Overview
European cities are evaluating and testing a wide range of transport strategies. Policy objectives include socio-economic, environmental and safety benefits. However, cities also face constraints, such as limited availability of investment capital and the requirement to make strategies self-financing. Therefore they need to be able to identify optimum strategies and how best to adjust those strategies to fit within local constraints.
The aim of FATIMA was to identify the differences between urban transport strategies optimised using public funds and those requiring private funding, and to provide guidance on how best to use private sector funding.
Funding
Results
Conclusions were drawn from modelling studies in nine cities: Edinburgh, Eisenstadt, Helsinki, Merseyside, Oslo, Salerno, Torino, Tromso and Vienna. In six of these cities, optimal policies could be funded by road pricing or increased parking charges with no net additional financial support (over a 30-year time horizon), allowing public transport services to be increased or fares decreased.
In the other three cities, the optimal strategy would require greater funding than the do-minimum case. Where cities face constraints on capital investment, private sector finance could be used, with part of the cost being met from public funds and part from user revenues. However, if the private sector requires a higher rate of return than the public sector, the optimal strategy may well be constrained, resulting in lower social benefits. In this case, an alternative is to raise additional finance through value capture (such as taxing land values that benefit from transport infrastructure investment). However, the modelling suggested that value capture is beneficial in only a limited range of city situations.
FATIMA also studied the merits of private sector operation of public transport, whether implemented through deregulation, in which operators are free to determine service levels and fares, or through franchising, where the city authority specifies them. Results indicated that private sector operation reduces the net social benefits of the optimal transport strategy, particularly under deregulation. No convincing evidence was found for a reduction in operating costs, for a given level of service, due to private operation. Moreover, sensitivity tests indicated that such cost savings would have relatively little impact on social benefit.
Policy implications
FATIMA made a series of recommendations for the design of optimal transport strategies, the involvement of the private sector, methodology for strategy optimisation and priorities for further research. These included the following:
- Strategies should be based on combinations of measures, with public transport measures and car user charges as key elements.
- There should be a greater distinction between peak and off-peak charges and fares.
- In many cities it will be possible to identify optimal strategies that can be fully funded from user charges, using the FATIMA methodology.
- If private finance is needed for capital investment, optimisation procedures can identify the appropriate modifications to the strategy to achieve the best performance within the financial constraint. However, such a strategy will usually have smaller social benefits than in the absence of the constraint.
- Value capture may help to raise additional finance in cases where strategies are not self-funding and require private financing.
- If a city authority decides that private operation of public transport is beneficial, it should ideally use a franchising model in which it specifies the objectives and the optimal service levels and fares.
- However, if national law requires deregulation, the city authority should identify which of the possible combinations of fares and frequency (at a given level of profitability) best support public policy objectives.
- Future development of the optimisation procedure should incorporate issues of equity. This means that transport models need to output values for appropriate indicators.
- A comprehensive assessment of the consequences of private sector operation of public transport is required.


Problem to solve:
When a line below contains the string "object", show that line.

Data for the task:
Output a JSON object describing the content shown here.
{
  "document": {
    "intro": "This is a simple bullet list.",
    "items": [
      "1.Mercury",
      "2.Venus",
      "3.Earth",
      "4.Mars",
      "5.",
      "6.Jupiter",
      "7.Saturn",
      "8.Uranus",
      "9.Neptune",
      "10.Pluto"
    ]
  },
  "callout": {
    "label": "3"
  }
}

--

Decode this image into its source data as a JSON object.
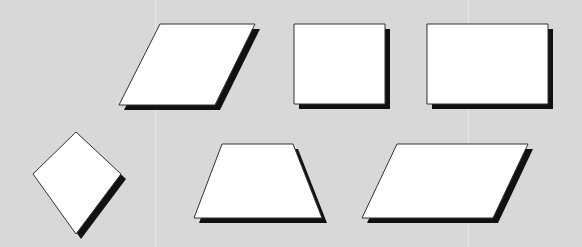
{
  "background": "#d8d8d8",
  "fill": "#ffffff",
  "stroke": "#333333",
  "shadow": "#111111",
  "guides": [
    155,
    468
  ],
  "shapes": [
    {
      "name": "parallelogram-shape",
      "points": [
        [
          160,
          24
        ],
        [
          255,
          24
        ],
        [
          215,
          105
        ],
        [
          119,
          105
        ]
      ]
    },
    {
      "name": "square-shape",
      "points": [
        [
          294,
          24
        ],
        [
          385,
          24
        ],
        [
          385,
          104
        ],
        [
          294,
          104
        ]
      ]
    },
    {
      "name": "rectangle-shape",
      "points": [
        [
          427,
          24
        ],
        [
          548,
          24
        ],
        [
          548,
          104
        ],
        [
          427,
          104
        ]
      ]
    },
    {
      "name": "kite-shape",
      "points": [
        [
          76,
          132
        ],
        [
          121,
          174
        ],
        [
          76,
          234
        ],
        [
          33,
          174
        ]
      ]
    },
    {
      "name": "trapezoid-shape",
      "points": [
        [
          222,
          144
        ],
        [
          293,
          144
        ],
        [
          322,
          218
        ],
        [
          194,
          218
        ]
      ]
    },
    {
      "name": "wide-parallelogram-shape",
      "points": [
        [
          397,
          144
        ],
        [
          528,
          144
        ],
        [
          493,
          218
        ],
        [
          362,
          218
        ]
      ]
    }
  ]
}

Result:
Output a JSON object describing the content shown here.
Decode this image into its source data as a JSON object.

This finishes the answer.